Born prematurely at 29 weeks, Leah depends on a gastrostomy tube for feeding, a tracheostomy to maintain her airway and a ventilator to help her breathe. She and her family live in Sacramento and rely on Private Nursing, a home health care service for medically vulnerable patients.

The lack of available nurses delayed Leah’s return home by several months due to Medi-Cal’s lack of investment in private practice nurses.

Instead of going home, Leah was discharged to a pediatric nursing home in the Bay Area — more than two hours away from her family — where she stayed for several months. She had to be readmitted to the hospital several times, costing Medi-Cal thousands of dollars in unnecessary costs.

Unfortunately, Leah’s story is all too common. Like home healthcare provider operating in California for over 30 years, we care for some of the state’s most medically vulnerable patients. Most of these patients are children who depend on ventilators, feeding tubes, seizure treatments and round-the-clock care to survive.

Pediatric private nursing for them is not mandatory, optional or enjoyable. It’s a legally required Medicaid service designed to keep vulnerable patients at home and out of expensive hospitals.

Yet while California has continued to invest in Medi-Calthe state has not raised reimbursement levels for private nursing care in nearly a decade. During that time, the cost of living has risen, salaries in other areas of nursing have increased, and our responsibilities have become more complex.

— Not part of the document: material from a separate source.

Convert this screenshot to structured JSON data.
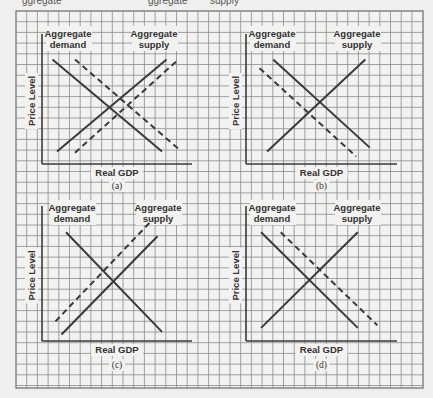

Many nurses have been forced out of the field entirely, not because they want to abandon the families who rely on them for nursing care, but because the state’s reimbursement structure makes it very difficult to provide nursing care at home.

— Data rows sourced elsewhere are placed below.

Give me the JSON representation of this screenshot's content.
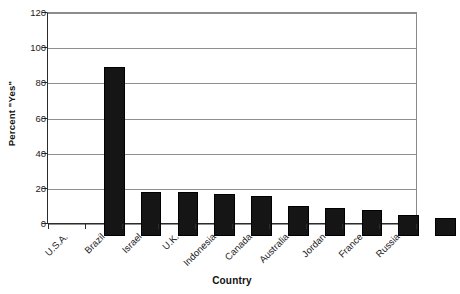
{
  "chart_data": {
    "type": "bar",
    "title": "",
    "subtitle": "",
    "xlabel": "Country",
    "ylabel": "Percent \"Yes\"",
    "categories": [
      "U.S.A.",
      "Brazil",
      "Israel",
      "U.K.",
      "Indonesia",
      "Canada",
      "Australia",
      "Jordan",
      "France",
      "Russia"
    ],
    "values": [
      96,
      25,
      25,
      24,
      23,
      17,
      16,
      15,
      12,
      10
    ],
    "series": [
      {
        "name": "Percent \"Yes\"",
        "values": [
          96,
          25,
          25,
          24,
          23,
          17,
          16,
          15,
          12,
          10
        ]
      }
    ],
    "ylim": [
      0,
      120
    ],
    "yticks": [
      0,
      20,
      40,
      60,
      80,
      100,
      120
    ],
    "ytick_labels": [
      "0",
      "20",
      "40",
      "60",
      "80",
      "100",
      "120"
    ],
    "xlim_categories": 10,
    "grid": {
      "horizontal": true,
      "vertical": false,
      "color": "#8f8f8f"
    },
    "legend": {
      "visible": false,
      "position": "none",
      "entries": []
    },
    "bar_color": "#151515",
    "bar_edge_color": "#000000",
    "background_color": "#ffffff",
    "axis_color": "#2b2b2b",
    "xtick_label_rotation": -45,
    "ylabel_rotation": -90,
    "annotations": []
  }
}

Families like Leah’s wait months, sometimes years, for the medical care they are legally entitled to receive. Medically fragile children end up being repeatedly hospitalized for preventable complications simply because there aren’t enough nurses to keep them safe at home. Hospital readmissions are up to 1300 times more expensive rather than offering appropriately compensated care in a home environment.

Right now there are hundreds of sick children stuck in hospitals waiting to go home. Many of us cannot imagine the reality of being separated from our children, let alone when they are sick.

We need our legislators to act and honor their oath to protect and serve all of California’s children. Governor Gavin Newsom needs to do the right thing and allocate funds for private nursing in the state budget.

By investing in private nursing services, California is expected to saves more than $175 million dollars annuallyby reducing unnecessary hospital stays and promoting consistent home care for medically vulnerable patients.

California speaks proudly of its values ​​of justice, compassion and caring for the most vulnerable. But right now, our country’s politicians are failing precisely against the people who embody that description.

A decade of neglect is long enough. Now is the time to meet California’s commitments and invest in private nursing. Our patients’ lives depend on it.